What is the FreeSWITCH XML dialplan?

The XML dialplan is how FreeSWITCH defines call handling, routing, and processing logic. It uses a context and condition model that evaluates channel variables and executes actions in a specific order. It is not the same as scripting a call flow in application code.

What is the Event Socket Library (ESL)?

ESL is the interface for controlling FreeSWITCH programmatically. It uses a persistent TCP connection and a plain-text event protocol, with inbound and outbound connection modes. There is no REST API or webhook system.

What infrastructure do I need to run FreeSWITCH?

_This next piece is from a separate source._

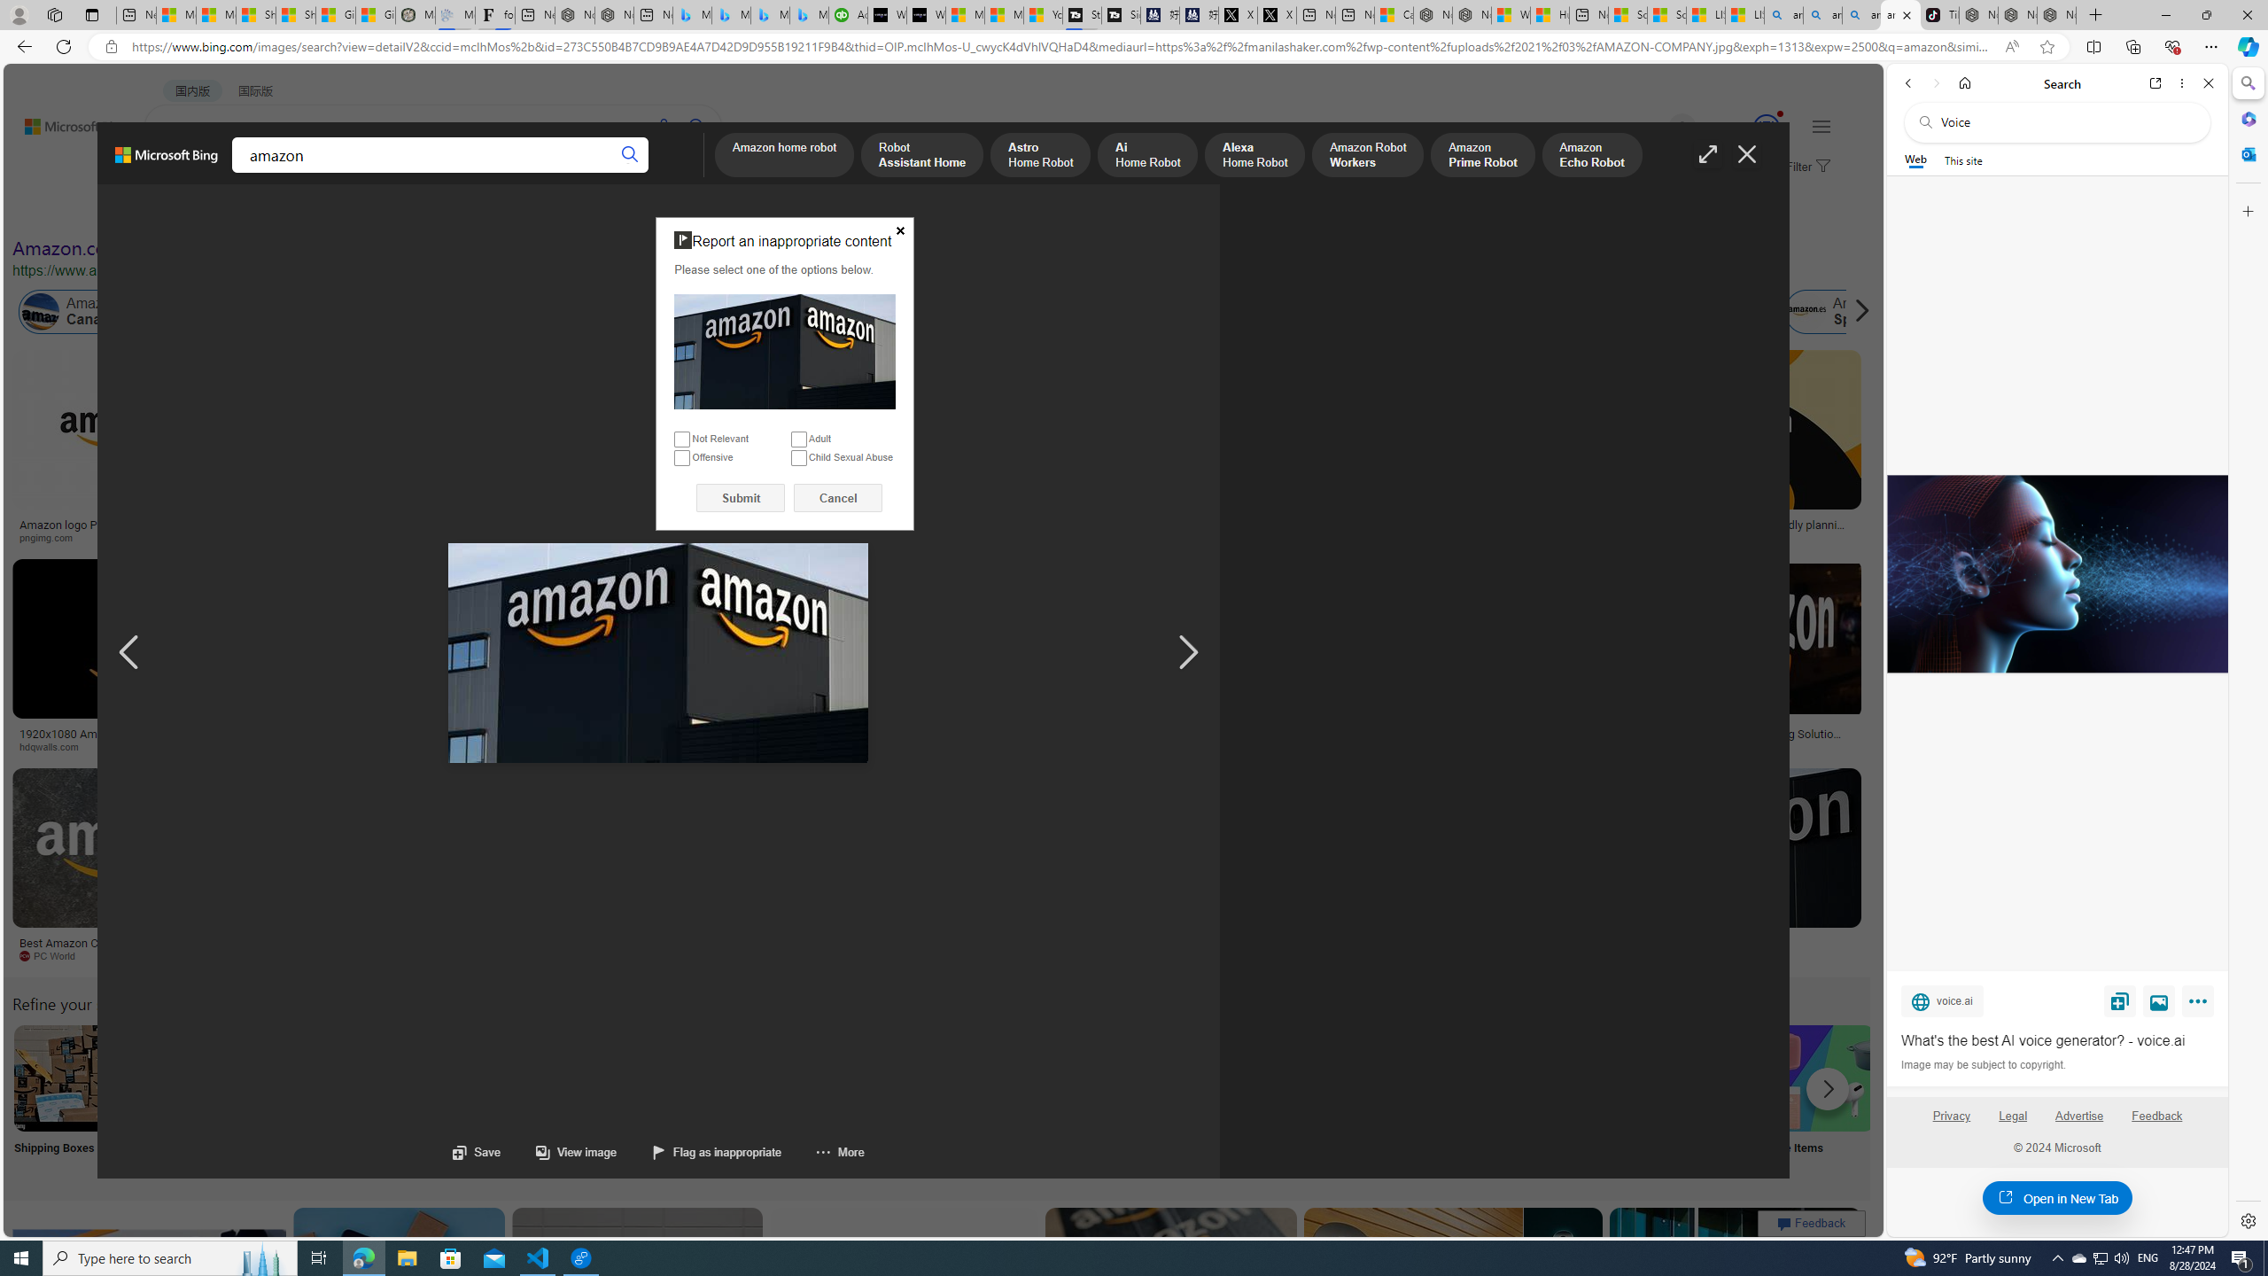  I want to click on Amazon.com. Spend less. Smile more., so click(172, 247).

Even for early experimentation: a FreeSWITCH server, SIP endpoints or softphones, carrier or SIP trunk connections, and networking configuration. Production deployments require load balancing, monitoring, redundancy, and scaling strategies in addition.

What is toll fraud, and why does it matter for FreeSWITCH?

Toll fraud occurs when attackers exploit a misconfigured SIP deployment to place calls that bill to your carrier account. Exposed FreeSWITCH instances are actively scanned for this. Hardening your setup from the start is not optional.

What is SignalWire, and how does it relate to FreeSWITCH?

SignalWire was built by the team that created FreeSWITCH. It runs on FreeSWITCH infrastructure and provides an abstraction layer on top of it, so developers can build voice applications without managing SIP, dialplans, or carrier connections directly.